Re: ASCII and Unicode lifespan

From: Hans Aberg (haberg@math.su.se)
Date: Thu May 19 2005 - 07:30:25 CDT

  • Next message: Philippe Verdy: "Re: ASCII and Unicode lifespan"

    At 14:00 +0200 2005/05/19, Philippe Verdy wrote:
    >From: "Hans Aberg" <haberg@math.su.se>
    >>It seems me obvious that such developments will happen, regardless
    >>what one does at Unicode. The best Unicode can do, in my opinion,
    >>is helping such developments. Then such developments could be done
    >>in new standards within the scope of the Unicode consortium.
    >
    >As long as ISO/IEC 10646-1 will remain a standard, this won't happen
    >in Unicode.
    >And even if there's a successor, I think it will probably correct a
    >"better" representation by providing equivalences with the past
    >ISO/IEC 10646-1 code points, so even Unicode will adapt to the
    >change.

    I am not sure how it will happen. But it will happen, that is for sure.

    >I don't like the idea of "patchwork". If you think this because
    >scripts are encoded separately when some of them could have been
    >unified, or because some scripts were unified when they should not
    >have been, you forget that Unicode and ISO/IEC 10646 are also
    >replying to these arguments by making the necessary desunification
    >(for example Coptic/Greek recently, however characters were not
    >really splitted).

    If one focuses on the property fields, it will matter little on how
    the characters are distributed in terms of character numbers.

    >If you want another encoding model, I can give a few ideas:
    >- reencoding Korean jamos as simple jamos
    >- adding a model for interlinear annotation that effectively works
    >for Chinese and Hebrew
    >- adding a model for vertical and boustrophedon presentations and
    >their effect on mirrored characters and text layout
    >- making a better layered model for canonical/compatibility equivalences
    >- making a better model for clusters/subclusters (forget the
    >"double" diacritics), including at the syllabic level.
    >- adding a layered model for text in general, that structures it
    >into processable units like paragraphs, sentences and words (also
    >needed to paliate the difficulties caused by East-Asian scripts).
    >...

    I pointed out that if on admits stacked structures, by adding "begin"
    and "end" abstract characters, then some now complicated things can
    be made simple. For example, the problem of merging text of vertical
    and horizontal reading directions is mainly a stacking problem: The
    rendering direction is merely chosen based on the rendering
    directions of the scripts at the current level and the one above in
    the stack.

    >Unfortunately, we still have to live with all these limitations.

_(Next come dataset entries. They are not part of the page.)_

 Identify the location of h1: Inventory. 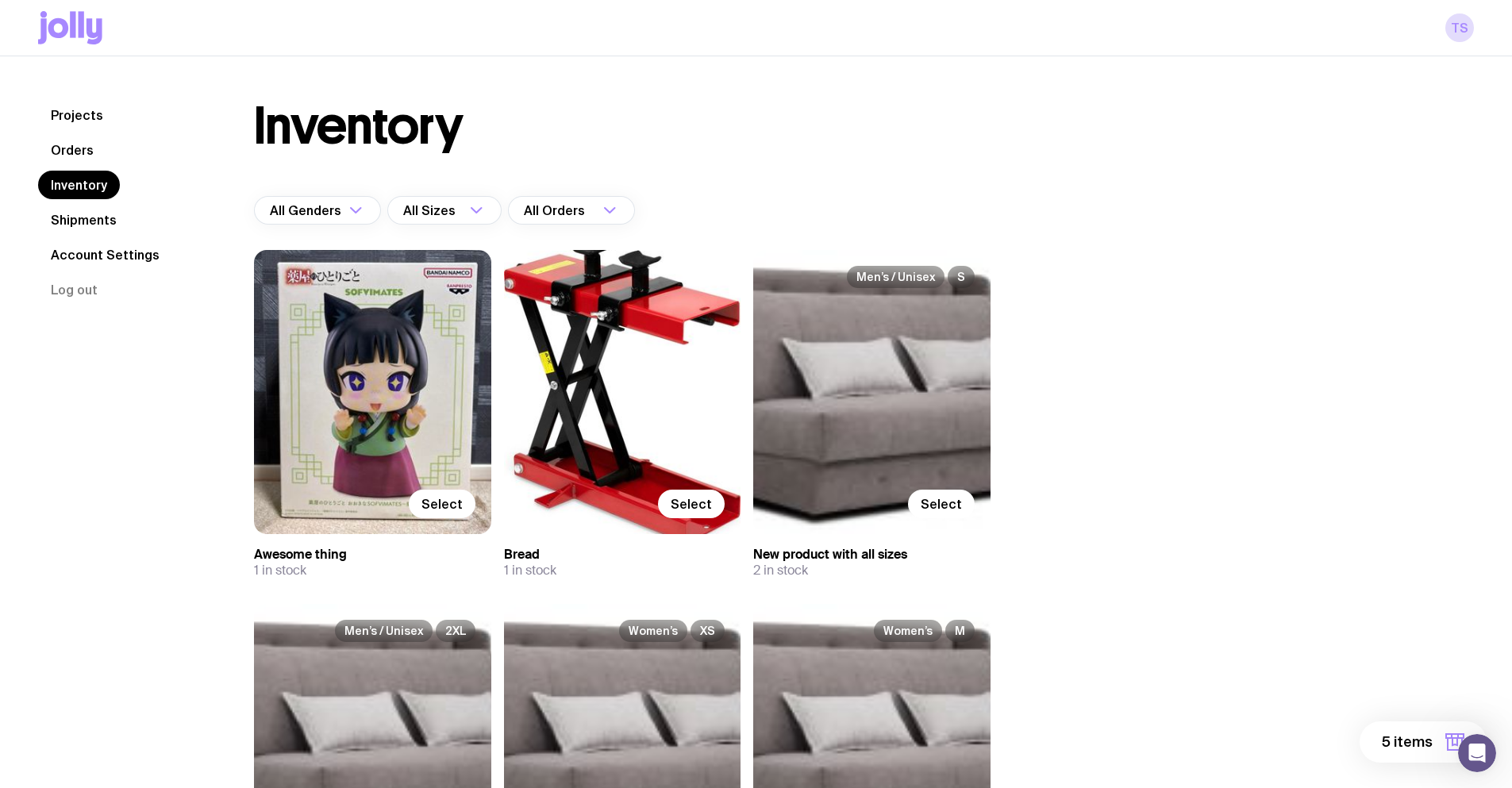
(358, 126).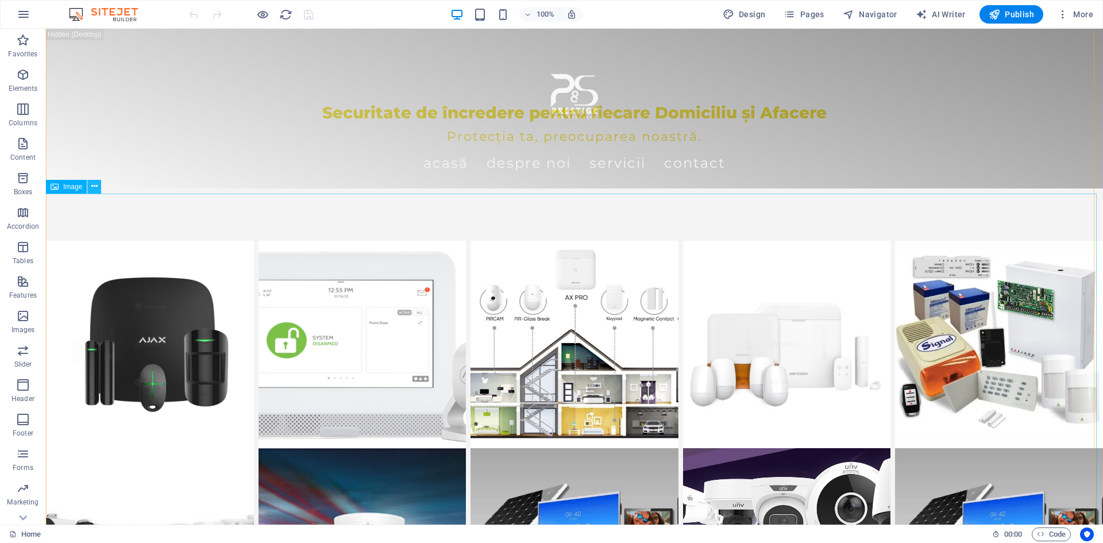 Image resolution: width=1103 pixels, height=543 pixels. I want to click on button: 100%, so click(540, 14).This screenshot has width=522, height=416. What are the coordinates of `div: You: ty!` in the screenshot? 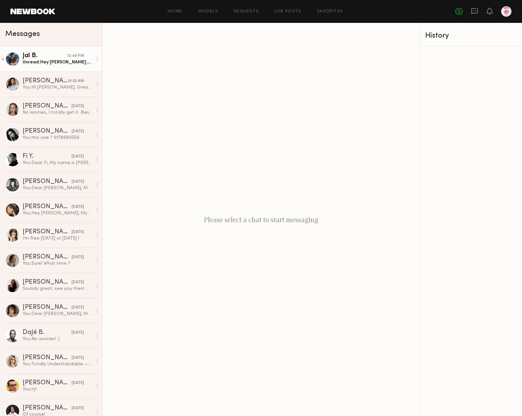 It's located at (57, 389).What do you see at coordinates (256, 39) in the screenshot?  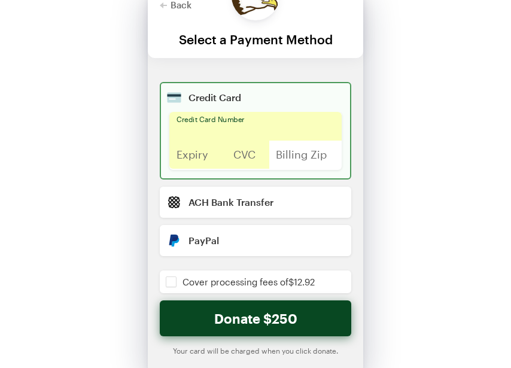 I see `div: Select a Payment Method` at bounding box center [256, 39].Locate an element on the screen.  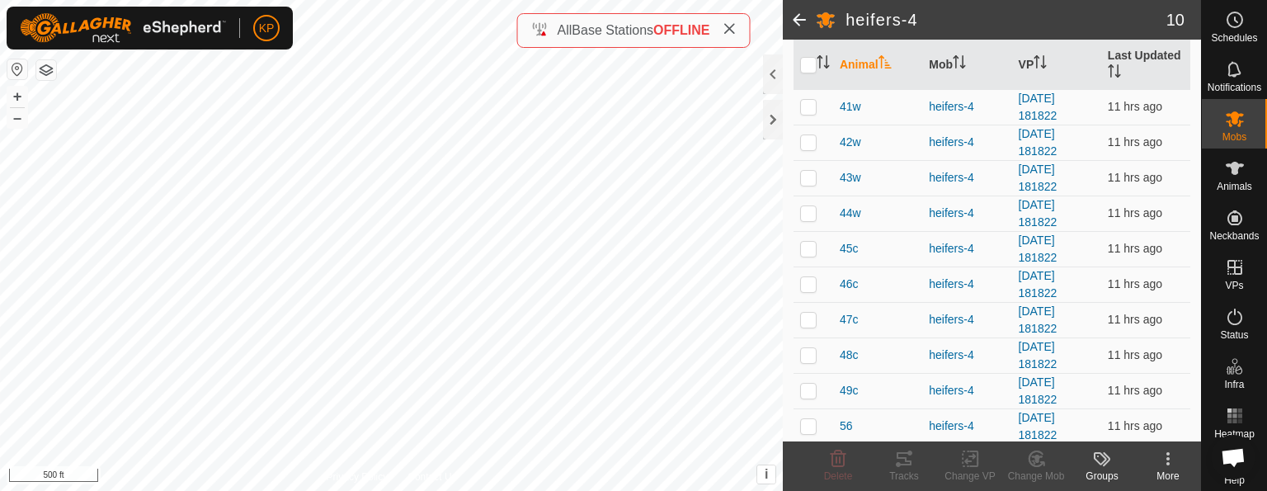
span: Base Stations is located at coordinates (612, 30).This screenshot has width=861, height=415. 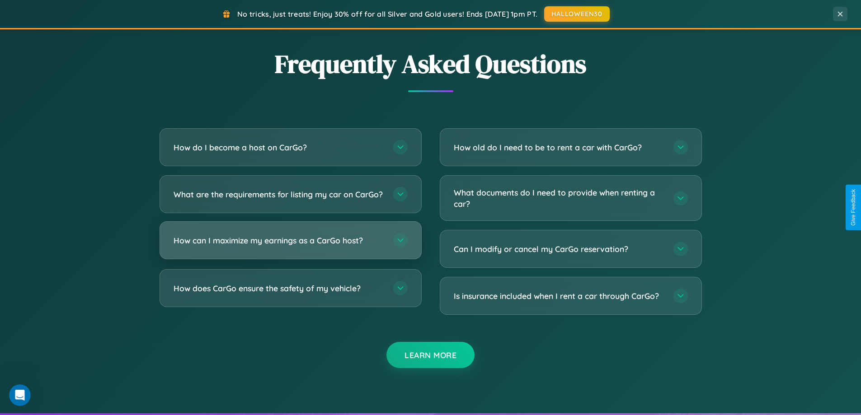 I want to click on h3: What are the requirements for listing my car on CarGo?, so click(x=279, y=194).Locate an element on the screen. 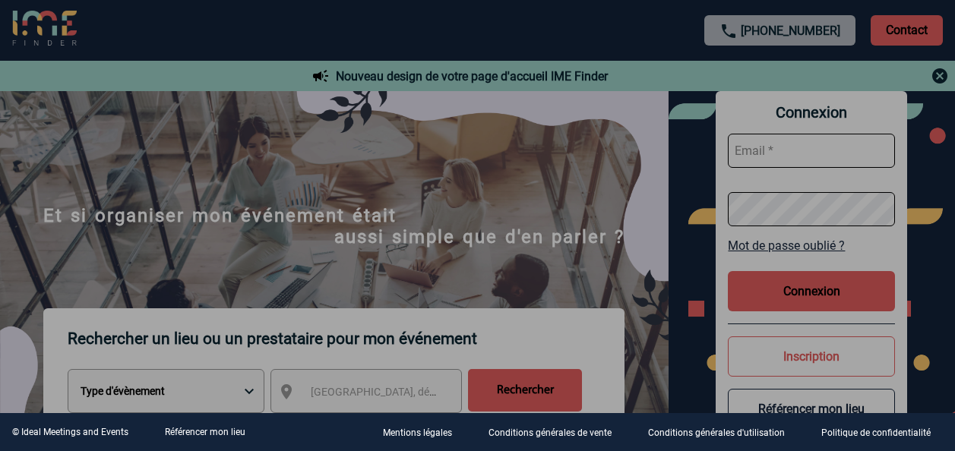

    The current Unicode set is very laudable in that it provides an
    opportunity to represent all that text in computers. But I doubt that
    anybody will want and accept to live with limitations viewed as
    cumbersome forever.

    >However all this goes too far away from the objectives of ISO/IEC
    >10646 which is to reconciliate the many incompatible charsets that
    >have been developed everywhere. This objective is still the most
    >wanted one today, as conversions of charsets is needed in so many
    >places, and ISO/IEC 10646 plays the role of a "kernel" intermediate
    >representation.
    >
    >For the future, it seems that the definition of "plain-text" is
    >likely to be extended, to cover things that are considered part of
    >"rich text formating" today. The "limitations" today of Unicode and
    >ISO/IEC 10646 are however easily solved by adding those upper layers
    >of processing on top of it, and for this reason, it is very unlikely
    >that there will be a big revolution in ISO/IEC 10646-2 (and the
    >corresponding Unicode successor)...

    Som of the things now considered a part of computer language formats
    should probably moved down to the abstract character set level.

    The principle I see there is that data that in one or way is
    semantically atomic should be in the character set. One example is
    the "begin" and "end" characters mentioned above. Another are
    super-/sub-scripting for use in math.